Just more than 43 percent of the Black immigrants surveyed hailed from the Caribbean, with 28.6 percent coming from Africa and 7.4 percent from Latin America. Jamaica (20.5 percent) and Nigeria (17.3 percent) were the home countries of the most students. The report’s authors note that both countries are “former British colonies where the educated classes speak English.”
The researchers also found few differences in socioeconomic origins between Black immigrant and Black American student groups, except for the fact that Black immigrant fathers were far more likely to have graduated from college than native fathers. Many of the Black immigrant fathers originally came to the Unites States to pursue a degree, the report says.

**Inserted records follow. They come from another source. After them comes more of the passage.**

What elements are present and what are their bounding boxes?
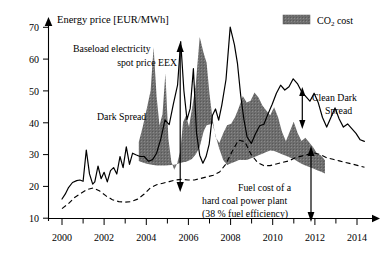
annotation-clean-dark-spread-line2: Spread bbox=[325, 105, 352, 116]
annotation-fuel-cost-line3: (38 % fuel efficiency) bbox=[202, 208, 288, 220]
x-tick-label-2004: 2004 bbox=[136, 232, 156, 243]
x-tick-label-2002: 2002 bbox=[94, 232, 114, 243]
annotation-dark-spread: Dark Spread bbox=[97, 111, 146, 122]
x-tick-label-2014: 2014 bbox=[347, 232, 367, 243]
x-tick-label-2012: 2012 bbox=[305, 232, 325, 243]
y-tick-label-10: 10 bbox=[29, 213, 39, 224]
legend: CO2 cost bbox=[283, 15, 353, 29]
x-tick-label-2006: 2006 bbox=[178, 232, 198, 243]
x-tick-label-2008: 2008 bbox=[221, 232, 241, 243]
legend-label-co2-cost: CO2 cost bbox=[317, 15, 353, 29]
y-axis-title: Energy price [EUR/MWh] bbox=[57, 14, 169, 25]
annotation-clean-dark-spread-line1: Clean Dark bbox=[312, 92, 357, 103]
annotation-fuel-cost-line1: Fuel cost of a bbox=[238, 182, 292, 193]
x-tick-label-2000: 2000 bbox=[52, 232, 72, 243]
y-tick-label-30: 30 bbox=[29, 149, 39, 160]
clean-dark-spread-arrow bbox=[299, 87, 305, 129]
x-tick-label-2010: 2010 bbox=[263, 232, 283, 243]
x-axis-ticks bbox=[62, 219, 357, 226]
energy-price-chart: 70 60 50 40 30 20 10 2000 2002 2004 bbox=[0, 0, 386, 269]
y-axis-ticks bbox=[43, 27, 48, 218]
y-tick-label-70: 70 bbox=[29, 22, 39, 33]
y-tick-label-50: 50 bbox=[29, 86, 39, 97]
y-tick-label-40: 40 bbox=[29, 118, 39, 129]
y-tick-label-20: 20 bbox=[29, 181, 39, 192]
legend-swatch-co2-cost bbox=[283, 15, 310, 24]
chart-figure: 70 60 50 40 30 20 10 2000 2002 2004 bbox=[0, 0, 386, 269]
annotation-spot-price-line1: Baseload electricity bbox=[73, 43, 151, 54]
y-tick-label-60: 60 bbox=[29, 54, 39, 65]
annotation-spot-price-line2: spot price EEX bbox=[117, 57, 177, 68]
annotation-fuel-cost-line2: hard coal power plant bbox=[202, 195, 287, 206]
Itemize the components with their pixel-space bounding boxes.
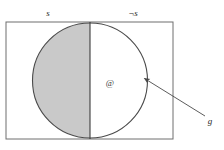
actual-world-marker: @ <box>106 78 114 88</box>
arrow-pointer-line <box>145 79 206 117</box>
label-arrow-target: g <box>208 116 213 126</box>
diagram-canvas: s ¬s g @ <box>0 0 224 150</box>
label-right-region: ¬s <box>128 8 138 18</box>
logic-diagram-figure: s ¬s g @ <box>0 0 224 150</box>
label-left-region: s <box>46 8 50 18</box>
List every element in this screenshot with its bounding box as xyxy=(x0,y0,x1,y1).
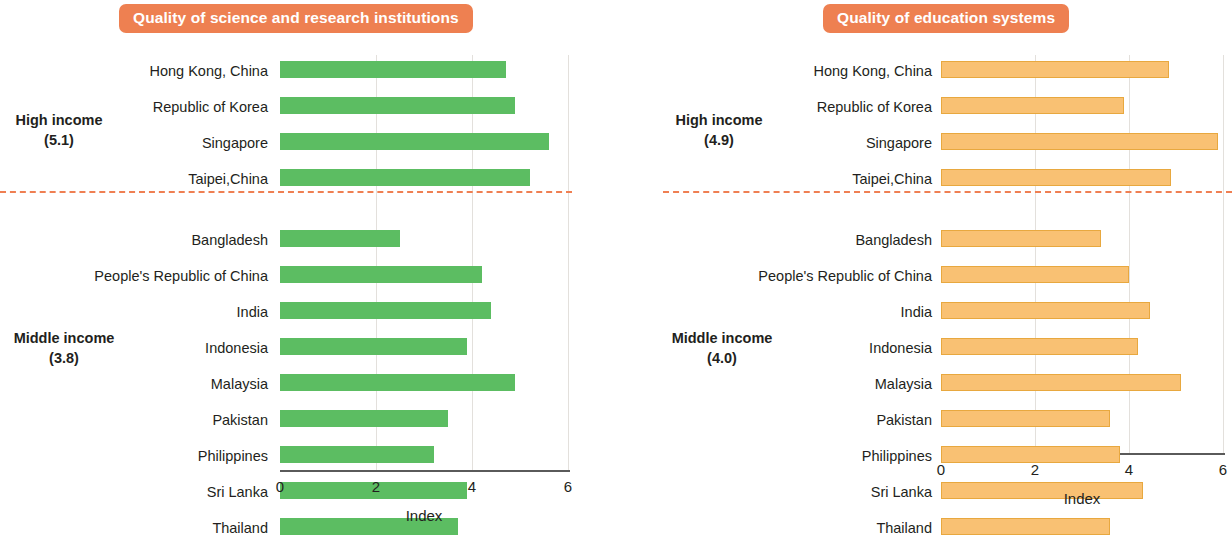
chart-panel-education: Quality of education systems High income… xyxy=(616,0,1232,528)
bar-row xyxy=(280,230,572,247)
category-label-indonesia: Indonesia xyxy=(869,341,932,356)
bar-row xyxy=(941,97,1223,114)
bar-philippines xyxy=(280,446,434,463)
bar-bangladesh xyxy=(280,230,400,247)
category-label-taipei-china: Taipei,China xyxy=(852,172,932,187)
category-label-thailand: Thailand xyxy=(212,521,268,536)
bar-malaysia xyxy=(280,374,515,391)
category-label-pakistan: Pakistan xyxy=(876,413,932,428)
x-axis-title: Index xyxy=(406,507,443,524)
gridline-6 xyxy=(1223,55,1224,453)
x-axis-line xyxy=(280,470,570,472)
x-tick-6: 6 xyxy=(564,478,572,495)
category-label-india: India xyxy=(901,305,932,320)
category-label-people-s-republic-of-china: People's Republic of China xyxy=(94,269,268,284)
bar-hong-kong-china xyxy=(941,61,1169,78)
gridline-2 xyxy=(376,55,377,470)
bar-republic-of-korea xyxy=(280,97,515,114)
gridline-4 xyxy=(1129,55,1130,453)
group-label-middle-income-text: Middle income xyxy=(14,330,115,346)
bar-bangladesh xyxy=(941,230,1101,247)
bar-row xyxy=(280,482,572,499)
chart-title-badge-science: Quality of science and research institut… xyxy=(119,4,473,33)
category-label-malaysia: Malaysia xyxy=(211,377,268,392)
bar-row xyxy=(941,266,1223,283)
x-tick-0: 0 xyxy=(937,461,945,478)
chart-title-badge-education: Quality of education systems xyxy=(823,4,1069,33)
plot-area-education xyxy=(941,55,1223,453)
bar-taipei-china xyxy=(280,169,530,186)
income-group-divider-science xyxy=(0,191,572,193)
bar-row xyxy=(280,133,572,150)
bar-row xyxy=(280,338,572,355)
gridline-2 xyxy=(1035,55,1036,453)
group-label-middle-income-science: Middle income (3.8) xyxy=(0,329,128,368)
chart-panel-science: Quality of science and research institut… xyxy=(0,0,616,528)
category-label-people-s-republic-of-china: People's Republic of China xyxy=(758,269,932,284)
bar-row xyxy=(280,410,572,427)
group-label-middle-income-education: Middle income (4.0) xyxy=(658,329,786,368)
category-label-taipei-china: Taipei,China xyxy=(188,172,268,187)
bar-people-s-republic-of-china xyxy=(941,266,1129,283)
x-tick-6: 6 xyxy=(1219,461,1227,478)
bar-india xyxy=(941,302,1150,319)
bar-row xyxy=(280,266,572,283)
bar-indonesia xyxy=(280,338,467,355)
bar-row xyxy=(941,61,1223,78)
bar-row xyxy=(941,133,1223,150)
bar-india xyxy=(280,302,491,319)
bar-row xyxy=(280,374,572,391)
category-label-thailand: Thailand xyxy=(876,521,932,536)
category-label-republic-of-korea: Republic of Korea xyxy=(153,100,268,115)
category-label-pakistan: Pakistan xyxy=(212,413,268,428)
category-label-hong-kong-china: Hong Kong, China xyxy=(814,64,933,79)
bar-thailand xyxy=(941,518,1110,535)
income-group-divider-education xyxy=(663,191,1232,193)
bar-row xyxy=(280,446,572,463)
category-label-singapore: Singapore xyxy=(202,136,268,151)
category-label-singapore: Singapore xyxy=(866,136,932,151)
bar-singapore xyxy=(941,133,1218,150)
bar-row xyxy=(941,446,1223,463)
x-tick-0: 0 xyxy=(276,478,284,495)
category-label-sri-lanka: Sri Lanka xyxy=(871,485,932,500)
bar-row xyxy=(280,97,572,114)
bar-pakistan xyxy=(941,410,1110,427)
category-label-philippines: Philippines xyxy=(198,449,268,464)
bar-row xyxy=(941,338,1223,355)
group-label-high-income-education: High income (4.9) xyxy=(664,111,774,150)
group-label-high-income-text: High income xyxy=(675,112,762,128)
gridline-6 xyxy=(568,55,569,470)
bar-republic-of-korea xyxy=(941,97,1124,114)
category-label-indonesia: Indonesia xyxy=(205,341,268,356)
x-tick-2: 2 xyxy=(372,478,380,495)
bar-malaysia xyxy=(941,374,1181,391)
category-label-india: India xyxy=(237,305,268,320)
group-label-high-income-value: (5.1) xyxy=(4,131,114,151)
bar-hong-kong-china xyxy=(280,61,506,78)
category-label-hong-kong-china: Hong Kong, China xyxy=(150,64,269,79)
gridline-4 xyxy=(472,55,473,470)
group-label-high-income-value: (4.9) xyxy=(664,131,774,151)
category-label-bangladesh: Bangladesh xyxy=(191,233,268,248)
bar-sri-lanka xyxy=(941,482,1143,499)
bar-row xyxy=(941,302,1223,319)
group-label-middle-income-value: (3.8) xyxy=(0,349,128,369)
bar-people-s-republic-of-china xyxy=(280,266,482,283)
bar-row xyxy=(941,230,1223,247)
plot-area-science xyxy=(280,55,572,470)
bar-row xyxy=(280,61,572,78)
bar-row xyxy=(941,518,1223,535)
category-label-philippines: Philippines xyxy=(862,449,932,464)
category-label-sri-lanka: Sri Lanka xyxy=(207,485,268,500)
bar-pakistan xyxy=(280,410,448,427)
group-label-middle-income-text: Middle income xyxy=(672,330,773,346)
bar-row xyxy=(280,169,572,186)
group-label-high-income-text: High income xyxy=(15,112,102,128)
x-axis-title: Index xyxy=(1064,490,1101,507)
bar-row xyxy=(280,302,572,319)
bar-singapore xyxy=(280,133,549,150)
bar-row xyxy=(941,169,1223,186)
x-tick-2: 2 xyxy=(1031,461,1039,478)
group-label-middle-income-value: (4.0) xyxy=(658,349,786,369)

While the author’s suggest that parental roles, schooling, religion and higher test scores for Black immigrant students play a role in the attendance disparity, Charles says there is no good evidence to suggest that a cultural affinity towards education may give Black immigrants an advantage over their African-American counterparts.

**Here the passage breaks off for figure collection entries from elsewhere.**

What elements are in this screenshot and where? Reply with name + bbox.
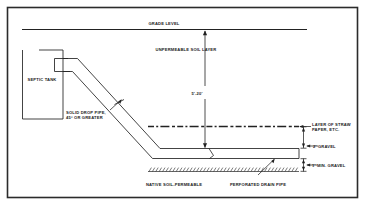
- diagram-canvas: GRADE LEVEL UNPERMEABLE SOIL LAYER SEPTI…: [0, 0, 365, 205]
- layer-of-straw-label-line1: LAYER OF STRAW: [312, 122, 351, 127]
- native-soil-label: NATIVE SOIL-PERMEABLE: [146, 182, 202, 187]
- septic-drainfield-diagram: GRADE LEVEL UNPERMEABLE SOIL LAYER SEPTI…: [0, 0, 365, 205]
- perforated-drain-pipe-label: PERFORATED DRAIN PIPE: [230, 182, 286, 187]
- solid-drop-pipe-label-line2: 45° OR GREATER: [66, 115, 103, 120]
- paper-background: [0, 0, 365, 205]
- gravel-two-foot-label: 2' GRAVEL: [313, 144, 336, 149]
- gravel-one-foot-min-label: 1' MIN. GRAVEL: [312, 163, 346, 168]
- unpermeable-soil-layer-label: UNPERMEABLE SOIL LAYER: [156, 47, 217, 52]
- depth-dimension-label: 5'-20': [191, 91, 202, 96]
- solid-drop-pipe-label-line1: SOLID DROP PIPE,: [66, 110, 106, 115]
- grade-level-label: GRADE LEVEL: [148, 21, 179, 26]
- septic-tank-label: SEPTIC TANK: [28, 77, 57, 82]
- layer-of-straw-label-line2: PAPER, ETC.: [312, 127, 339, 132]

“Immigrants generally are going to have a heightened concern for upward mobility because they are doing so to improve their economic futures,” she says. “But I am not convinced that immigrants value education more. The American society that immigrants encounter is different from that which disadvantaged groups encounter. Immigrants get cut some slack. They work to maintain their ethnic heritage, so they can be treated differently from native Americans.”